The critical question is similar to the egg and the chicken question. Not in terms of what comes first, but in a metaphorical sense of whether the past shapes the present or the present shapes the past. To put it in a different way, can the present come without the past or whether the past can exist without the present? If the present does not exist, how can there be a past? If there is no looking back, the past ceases to be an entity. Therefore it is axiomatic -before we start discussing the question about the past and the present with regard to shaping each other- to understand that past and present cannot exist without each other. The past is embedded in our memory and that never gets erased. The present is inhered in the past and gets its identity through making changes in the inherited past. Ezra Pound coined the slogan “Make it New” by way of rejecting the ideology of realism of the past by a new mode of thinking. This effectively translated into new art forms, new music, new theatre,  new literature, new philosophy  by revising, rewriting and reformulating  the older thoughts , ideas and works of art and literature. George Steiner writes that “ the modernist movement which dominated art, music, letters during the first half of the century was, at critical points, a strategy of conservation, of custodianship.” It involved recognizing the source and transforming it into a new idiom while keeping the salient aspects of the original intact. Talking about Picasso, Steiner said that his art was “revision, a seeing again of the classical art forms in the light of technical and cultural shifts.... The new, even at its most scandalous, has been set against an informing background and framework of tradition. “
What is happening now in India?  This is best answered by the quote from Aatish Taseer.WEeare harking back to our past only eulogize our ancestors’ genius in genetic engineering, aeronautical discoveries, surgery and mathematical propositions and formulae. All these are expounded not on any scientific proof but on citation from our mythologies and legends. ‘Mythological’ means “ based on or told of in traditional stories; lacking factual basis or historical validity”. These stories exemplify the inventivenses and creativeness of the human mind in conjuring up a sense of wonder. They use hyperbole, personification of natural phenomena and fantasy to rouse our imagination. They are often allegorical implying moral and behavioural models for the listeners and readers. To look at myths as expounding factual historical events is to turn the imaginary discourse into rational truths that are founded upon modern scientific and technological discoveries.

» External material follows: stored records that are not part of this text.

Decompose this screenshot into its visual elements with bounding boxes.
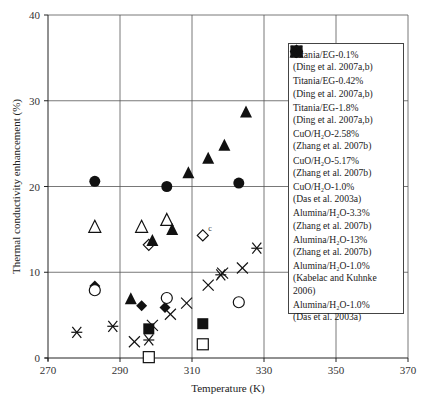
x-tick-label: 350	[328, 364, 345, 376]
legend-source: (Zhang et al. 2007b)	[293, 167, 371, 179]
y-tick-label: 40	[29, 9, 41, 21]
y-tick-label: 10	[29, 266, 41, 278]
y-tick-label: 30	[29, 95, 41, 107]
legend: Titania/EG-0.1%(Ding et al. 2007a,b) Tit…	[288, 43, 404, 314]
series-cross	[129, 262, 248, 347]
series-triangle-filled	[125, 105, 252, 304]
x-tick-label: 310	[184, 364, 201, 376]
x-tick-label: 370	[400, 364, 417, 376]
series-circle-filled	[89, 176, 244, 192]
legend-label: Titania/EG-1.8%	[293, 102, 373, 114]
legend-source: (Ding et al. 2007a,b)	[293, 88, 373, 100]
legend-item-titania-eg-0-1: Titania/EG-0.1%(Ding et al. 2007a,b)	[293, 49, 399, 73]
series-triangle-open	[89, 213, 173, 232]
legend-source: (Ding et al. 2007a,b)	[293, 61, 373, 73]
legend-item-titania-eg-0-42: Titania/EG-0.42%(Ding et al. 2007a,b)	[293, 75, 399, 99]
legend-label: Alumina/H₂O-13%	[293, 234, 371, 246]
x-tick-label: 290	[112, 364, 129, 376]
legend-source: 2006)	[293, 285, 377, 297]
legend-item-cuo-h2o-1-0: CuO/H₂O-1.0%(Das et al. 2003a)	[293, 181, 399, 205]
legend-label: Alumina/H₂O-1.0%	[293, 299, 370, 311]
legend-source: (Kabelac and Kuhnke	[293, 272, 377, 284]
legend-label: Alumina/H₂O-1.0%	[293, 260, 377, 272]
legend-source: (Das et al. 2003a)	[293, 193, 361, 205]
series-square-open	[143, 339, 208, 363]
legend-item-cuo-h2o-5-17: CuO/H₂O-5.17%(Zhang et al. 2007b)	[293, 155, 399, 179]
legend-label: Titania/EG-0.1%	[293, 49, 373, 61]
x-tick-label: 330	[256, 364, 273, 376]
legend-source: (Ding et al. 2007a,b)	[293, 114, 373, 126]
legend-label: Alumina/H₂O-3.3%	[293, 207, 371, 219]
legend-label: Titania/EG-0.42%	[293, 75, 373, 87]
legend-item-alumina-h2o-13: Alumina/H₂O-13%(Zhang et al. 2007b)	[293, 234, 399, 258]
legend-source: (Zhang et al. 2007b)	[293, 140, 371, 152]
legend-item-alumina-h2o-1-0-das: Alumina/H₂O-1.0%(Das et al. 2003a)	[293, 299, 399, 323]
legend-item-alumina-h2o-1-0-kabelac: Alumina/H₂O-1.0%(Kabelac and Kuhnke2006)	[293, 260, 399, 297]
annotation-label: c	[208, 224, 212, 233]
cross-icon	[289, 44, 304, 59]
legend-label: CuO/H₂O-5.17%	[293, 155, 371, 167]
legend-source: (Zhang et al. 2007b)	[293, 246, 371, 258]
legend-item-titania-eg-1-8: Titania/EG-1.8%(Ding et al. 2007a,b)	[293, 102, 399, 126]
y-tick-label: 20	[29, 181, 41, 193]
x-tick-label: 270	[40, 364, 57, 376]
legend-label: CuO/H₂O-1.0%	[293, 181, 361, 193]
legend-label: CuO/H₂O-2.58%	[293, 128, 371, 140]
legend-source: (Das et al. 2003a)	[293, 311, 370, 323]
legend-item-alumina-h2o-3-3: Alumina/H₂O-3.3%(Zhang et al. 2007b)	[293, 207, 399, 231]
y-tick-label: 0	[35, 352, 41, 364]
x-axis-title: Temperature (K)	[191, 382, 265, 395]
legend-source: (Zhang et al. 2007b)	[293, 220, 371, 232]
legend-item-cuo-h2o-2-58: CuO/H₂O-2.58%(Zhang et al. 2007b)	[293, 128, 399, 152]
y-axis-title: Thermal conductivity enhancement (%)	[10, 99, 23, 274]
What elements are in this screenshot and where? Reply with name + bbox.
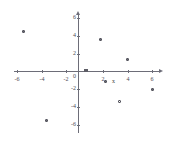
data-point [151, 88, 154, 91]
x-tick-mark [103, 70, 104, 73]
x-tick-mark [152, 70, 153, 73]
y-tick-label-origin: 0 [64, 73, 76, 80]
x-tick-label: -6 [10, 76, 24, 83]
y-tick-label: -2 [64, 85, 76, 92]
data-point [45, 119, 48, 122]
x-axis-title: x [112, 78, 115, 85]
x-tick-label: 4 [121, 76, 135, 83]
y-tick-mark [77, 18, 80, 19]
x-tick-mark [128, 70, 129, 73]
x-tick-mark [17, 70, 18, 73]
y-tick-label: 6 [64, 14, 76, 21]
data-point [22, 30, 25, 33]
y-tick-mark [77, 107, 80, 108]
y-tick-mark [77, 89, 80, 90]
data-point [99, 38, 102, 41]
y-tick-label: 2 [64, 50, 76, 57]
y-tick-mark [77, 125, 80, 126]
y-tick-mark [77, 54, 80, 55]
y-axis-arrow-icon [76, 11, 80, 15]
data-point [118, 100, 121, 103]
origin-marker [84, 69, 88, 72]
y-tick-label: -4 [64, 103, 76, 110]
plot-area: -6 -4 -2 2 4 6 6 4 2 0 -2 -4 -6 x [0, 0, 173, 144]
y-axis-line [78, 14, 79, 133]
x-tick-mark [42, 70, 43, 73]
x-axis-arrow-icon [159, 69, 163, 73]
scatter-plot: -6 -4 -2 2 4 6 6 4 2 0 -2 -4 -6 x [0, 0, 173, 144]
x-tick-label: 6 [145, 76, 159, 83]
y-tick-label: -6 [64, 121, 76, 128]
data-point [126, 58, 129, 61]
x-tick-label: -4 [35, 76, 49, 83]
y-tick-mark [77, 36, 80, 37]
data-point [104, 80, 107, 83]
x-tick-label: 2 [96, 76, 110, 83]
y-tick-label: 4 [64, 32, 76, 39]
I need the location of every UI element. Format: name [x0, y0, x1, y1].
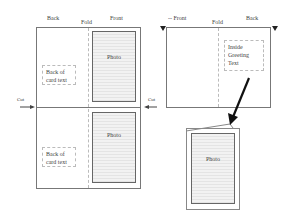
card-fold-edge — [186, 124, 230, 131]
cut-arrow-left-icon — [20, 105, 35, 109]
cut-arrow-right-icon — [144, 105, 157, 109]
placement-arrow-icon — [228, 78, 249, 125]
triangle-marker-left-icon — [160, 26, 166, 31]
arrows-overlay — [0, 0, 294, 215]
triangle-marker-right-icon — [272, 26, 278, 31]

    The past is the founding stone of the present. We build the present on the strength of the foundation that we have inherited. If that foundation lacks logic and credibility, the present defence of an inherited glory crumbles. The past should not be understood in the light of the present while the present lends itself for measuring the force of the past on all its visible, rational and practical aspects. To read Shakespeare and criticize him  for being anti-feminine, anti-jew etc is to judge him from the standpoint of or modern values. Shakespeare is to be imaginatively read as the chronicler of the Elizabethan period.
    Imagine standing on the seashore with the waves rising high and beating against the land bordering on the sea. The giant waves that are visible recede and merge into the sea and are no more seen. We feel the tingling sensation of the waves touching our feet and as they lose height and withdraw, they leave behind the residue of excitement, pleasure and stimulation that we store for the present and the future. The past, like the waves comes and goes and the reality of experiencing the past is the foundation on which the present is laid. We cannot forever hold fast to the waves, nor can we forever hold to the past. The waves are a part of the sea but the sea is not a part of the waves. The past is a part of life, but life is not a part of the past. The past merges with life to emerge as the present. Let us learn to look at the past not with fanciful eyes but with realistic eyes and turn it into the shaping force of the present. Browning in  Abt Vogler says: “On the earth the broken arcs; in the heaven, a perfect round.” The past and the present are the broken arcs and enclosing them in a prefect round is life.